Geologists 750% Wrong in Death Valley
A volcanic explosion in northern Death Valley occurred 800 years ago, not 6,000, “far more recently than generally thought,” according to new dating estimates. The event that created Ubehebe Crater is so recent, in fact, geologists think another devastating explosion could happen today.
“This certainly adds another dimension to what we tell the public,” a park ranger said after hearing the announcement reported on Science Daily. Using isotopic ages on rocks blown out of the crater, geologists from Columbia University calculated dates from 2,100 to 800 years old from the debris, with the biggest explosion at 800 years ago perhaps being the grand finale of a series of eruptions. The article said some of the other pits in the vicinity, called maars, gave dates of 3,000 to 5,000 years.
Explosion pits like Ubehebe (pronounced you-be-hee-bee) are thought to result from groundwater hitting a magma pocket. It seems surprising to envision water in this hottest, driest part of North America, but if the explosion occurred in the middle ages (around 1200 A.D.), tree ring evidence shows it was even hotter and drier then. If explosions occur periodically every thousand years or less, it’s not out of the question another one is coming.
Here’s what the geologists estimate an eyewitness would see:
Study coauthor Brent Goehring, (now at Purdue University) says this would have created an atom-bomb-like mushroom cloud that collapsed on itself in a donut shape, then rushed outward along the ground at some 200 miles an hour, while rocks hailed down. Any creature within two miles or more would be fatally thrown, suffocated, burned and bombarded, though not necessarily in that order. “It would be fun to witness — but I’d want to be 10 miles away,” said Goehring of the explosion.
In all fairness, the write-up on Live Science pegs the earlier estimate at 4,000 years. That would make the earlier geologists only 500% wrong.
When you go to national parks, do you accept the interpretive signs as authoritative?
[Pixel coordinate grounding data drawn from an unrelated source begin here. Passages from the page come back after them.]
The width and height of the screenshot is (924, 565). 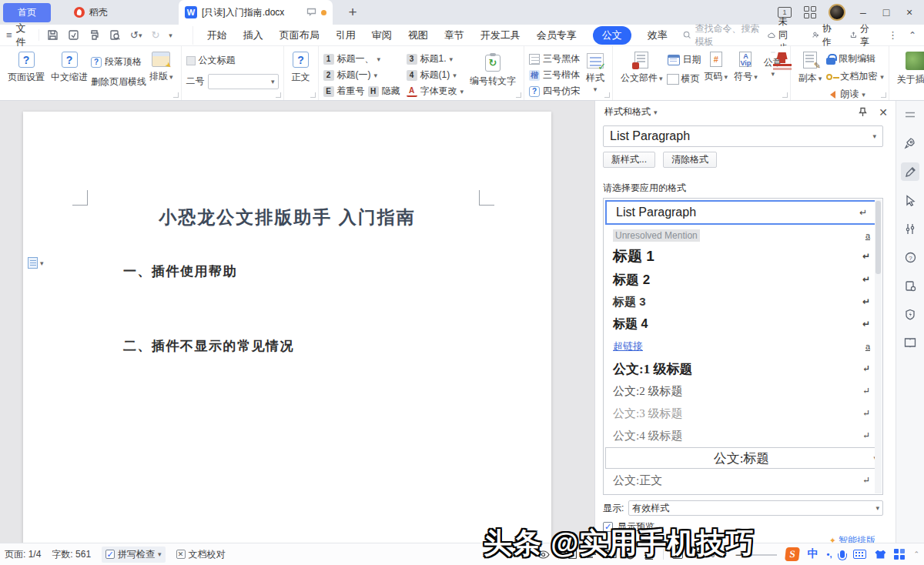 What do you see at coordinates (209, 346) in the screenshot?
I see `document-heading-2: 二、插件不显示的常见情况` at bounding box center [209, 346].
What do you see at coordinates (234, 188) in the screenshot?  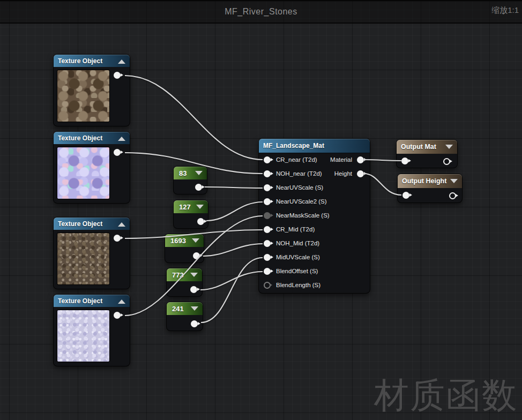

There have been other examples of misinformation, some even worse – like the realization in the 1980s after Mt. St. Helens erupted that the Yellowstone fossil forests must not have grown in place (as long taught by park sings), but were buried quickly by catastrophic volcanic mudflows. Scientists don’t know when Ubehebe erupted. Even the revised date is based on indirect evidence that might be overturned again.
What parks and geologists should do is state that the date is only an estimate based on certain assumptions, and that other interpretations are possible. They won’t do that, because they like the air of authority that comes from matter-of-fact statements, like “x million years ago, y happened.” Let’s see how long it takes them to rewrite the interpretive signs at the crater. Meanwhile, park visitors be forewarned. Don’t You Be Heeby.*
*Since there is no such word, we will assign it the temporary meaning of gullible for present pun-itive purposes.